MEG mapping facilitates recognition of epilepsy causes, mapping of critical brain locations in preparation for surgery, and recognition of electrical changes seen in brain injury, stroke, and seizure disorders. UPMC Presbyterian has already performed multiple cases using the 4-C update which compliments its two other gamma knife units.

UPMC Presbyterian was the first hospital in North America to place the gamma knife technology in the clinical arena. Since 1987 6,750 patients have undergone gamma knife brain surgery for brain tumors, vascular malformations, and pain among other indications. No other site in the United States has more than one unit in operation.

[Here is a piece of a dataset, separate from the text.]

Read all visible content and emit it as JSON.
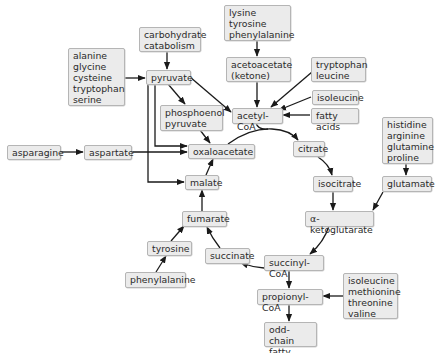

Between 700 and 750 patients a year undergo gamma knife brain surgery at UPMC. It has proven to be one of the primary treatments for patients when cancer from other parts of the body spreads to the brain.

Gamma Knife is a minimally invasive procedure for a wide variety of skull base tumors and intracranial vascular malformations. It is often used to treat patients with severe pain syndromes of the face (trigeminal neuralgia).

The Leksell Gamma Knife 4-C Unit is part of the Center For Image-Guided Neurosurgery in the Department of Neurological Surgery and is staffed by an integrated team of neurological surgeons (L. Dade Lunsford, MD, Lars Leksell professor and department chairman, Douglas Kondziolka, MD, Kevin Walter, MD, and Ajay Niranjan, MCh), radiation oncologists (John C. Flickinger, MD, and Susan Rakfal, MD), medical physicist (Ann Maitz, MS), special procedure nurses, surgical technologists, and physician assistants. The UPMC Center For Image-Guided Neurosurgery provides the bulk of physician and physicist training relative to gamma knife technologies in the U.S. providing seven to eight week-long courses each year.

UPMC Presbyterian has formed a long and productive collaboration with Elekta, Inc., a leader in image-guided surgery and radiation technology.